Who actually decides?

A policy, licence or contract is rarely decided solely by the office that signs it. Behind the formal title are the people who shape the outcome: the official who drafts the regulation, the adviser whose view carries weight with the minister, the ministry that controls the budget or the business interest with privileged access.

Mistaking nominal authority for effective influence is among the most expensive errors in unfamiliar markets.

Our decision-maker research identifies:

  • the individuals and institutions that control the decision in practice
  • their backgrounds, interests and affiliations
  • the factions, patronage networks and rivalries that may determine the outcome
  • any political exposure or links between those decision-makers and your counterparty, partner or competitors

Anticipating policy change

Clients increasingly need a view not only of where a counterparty stands today, but also of where government policy is heading.

The extractive sector is a common example. A new mining code, royalty, windfall tax, localisation requirement, export restriction or move to renegotiate existing concessions can reshape the economics of an investment overnight.

Rather than offering an abstract probability detached from its causes, we establish what is driving the proposed measure and how firmly the intention behind it is held.
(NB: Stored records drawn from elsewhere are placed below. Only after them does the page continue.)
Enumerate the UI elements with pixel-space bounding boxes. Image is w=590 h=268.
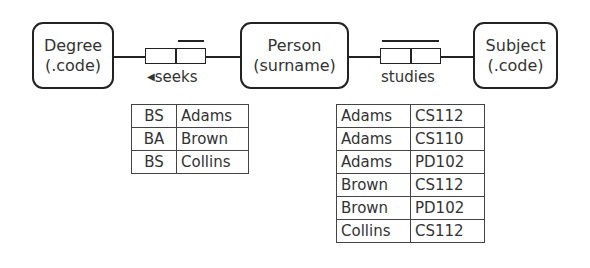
- table-cell: PD102: [411, 197, 485, 220]
- table-cell: CS112: [411, 220, 485, 243]
- entity-subject-ref: (.code): [487, 56, 543, 76]
- table-cell: BA: [132, 128, 177, 151]
- fact-studies-roles: [380, 48, 441, 64]
- table-row: Brown CS112: [337, 174, 485, 197]
- entity-person: Person (surname): [240, 22, 349, 89]
- entity-subject-name: Subject: [486, 36, 546, 56]
- table-cell: Brown: [337, 197, 411, 220]
- table-cell: CS112: [411, 105, 485, 128]
- connector-seeks-person: [206, 56, 240, 58]
- role-divider: [175, 49, 177, 63]
- entity-person-name: Person: [268, 36, 322, 56]
- table-row: Adams PD102: [337, 151, 485, 174]
- studies-population-table: Adams CS112 Adams CS110 Adams PD102 Brow…: [336, 104, 485, 243]
- seeks-population-table: BS Adams BA Brown BS Collins: [131, 104, 249, 174]
- table-row: Collins CS112: [337, 220, 485, 243]
- fact-studies-reading: studies: [381, 68, 435, 86]
- entity-degree-name: Degree: [44, 36, 102, 56]
- fact-seeks-reading: seeks: [155, 68, 198, 86]
- table-cell: Adams: [337, 128, 411, 151]
- table-cell: PD102: [411, 151, 485, 174]
- entity-person-ref: (surname): [253, 56, 336, 76]
- table-cell: Collins: [337, 220, 411, 243]
- table-row: BS Collins: [132, 151, 249, 174]
- table-cell: Adams: [337, 105, 411, 128]
- table-cell: CS110: [411, 128, 485, 151]
- table-row: BA Brown: [132, 128, 249, 151]
- fact-seeks-roles: [145, 48, 206, 64]
- table-cell: CS112: [411, 174, 485, 197]
- fact-studies-label: studies: [381, 68, 435, 86]
- uniqueness-bar-seeks: [178, 40, 204, 42]
- connector-degree-seeks: [114, 56, 145, 58]
- table-row: Adams CS112: [337, 105, 485, 128]
- table-cell: BS: [132, 151, 177, 174]
- connector-person-studies: [349, 56, 380, 58]
- fact-seeks-label: ◀seeks: [147, 68, 197, 86]
- table-row: Brown PD102: [337, 197, 485, 220]
- role-divider: [410, 49, 412, 63]
- entity-degree: Degree (.code): [32, 22, 114, 89]
- table-cell: Adams: [177, 105, 249, 128]
- reading-direction-icon: ◀: [147, 71, 155, 82]
- entity-subject: Subject (.code): [473, 22, 558, 89]
- entity-degree-ref: (.code): [45, 56, 101, 76]
- table-row: Adams CS110: [337, 128, 485, 151]
- uniqueness-bar-studies: [382, 40, 439, 42]
- table-cell: Brown: [337, 174, 411, 197]
- table-cell: Collins: [177, 151, 249, 174]
- table-cell: Adams: [337, 151, 411, 174]
- table-row: BS Adams: [132, 105, 249, 128]
- table-cell: Brown: [177, 128, 249, 151]
- connector-studies-subject: [441, 56, 473, 58]
- table-cell: BS: [132, 105, 177, 128]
Our analysis addresses:

  • Likelihood: how advanced the measure is, who is promoting or resisting it, and what would need to happen for it to take effect or stall
  • Decision-makers: which individuals and institutions are driving the change, and what interests it serves
  • Sector impact: the practical effect on costs, licences, ownership thresholds, repatriation of funds and existing agreements
  • Impact on you: the consequences for your transaction, counterparty, subsidiary or local partner

The aim is not to dress prediction up as certainty. It is to provide an evidence-led assessment of what is likely, who is behind it and what it would mean for you.
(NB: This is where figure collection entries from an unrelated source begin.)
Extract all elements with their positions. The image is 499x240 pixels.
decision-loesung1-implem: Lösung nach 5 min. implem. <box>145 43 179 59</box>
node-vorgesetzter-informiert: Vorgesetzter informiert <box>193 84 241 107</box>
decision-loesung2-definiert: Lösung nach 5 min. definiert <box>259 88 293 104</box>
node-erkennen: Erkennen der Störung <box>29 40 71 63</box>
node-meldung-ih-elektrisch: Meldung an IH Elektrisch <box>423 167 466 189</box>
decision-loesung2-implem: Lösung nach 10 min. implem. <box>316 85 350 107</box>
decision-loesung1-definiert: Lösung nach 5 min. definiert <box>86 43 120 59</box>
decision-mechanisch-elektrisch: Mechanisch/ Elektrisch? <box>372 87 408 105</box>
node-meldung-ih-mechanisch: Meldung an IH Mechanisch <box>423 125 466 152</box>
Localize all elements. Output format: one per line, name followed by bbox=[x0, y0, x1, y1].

How is our approach different?

Much political risk advice amounts to a country score and a desk-based forecast. Our approach differs in three respects.

  1. We investigate people and entities, not averages. The risk that destroys a deal is usually specific to the counterparty and the transaction.
  2. We work in local languages and from primary sources. Our team combines language skills with regional expertise across Europe, the Middle East and North Africa, China, sub-Saharan Africa and the Americas. Political relationships are often exposed in local-language sources, not translated material.
  3. We are a boutique consultancy, and the principal does the work. Engagements are overseen personally by our founder, not delegated down a chain. This gives us the expertise and flexibility to deliver exactly what a situation requires, including in difficult jurisdictions.

Who we work for

Our political risk work supports:

  • International law firms: on transactional, investment and dispute matters
  • Accountancy and Big Four firms: as a specialist research partner
  • Risk consultancies: including discreet, white-label and subcontracted assignments
  • Corporates and compliance teams: for market entry, partner selection, and third-party and anti-bribery and corruption screening

Political risk and compliance

Political exposure and compliance risk are closely linked. A counterparty's political connections may raise questions under the UK Bribery Act, the US Foreign Corrupt Practices Act (FCPA) and anti-money laundering requirements. A politically connected partner can also be the route through which those risks materialise.

Understanding the political dimension of a counterparty is therefore both a commercial safeguard and part of effective risk-based due diligence.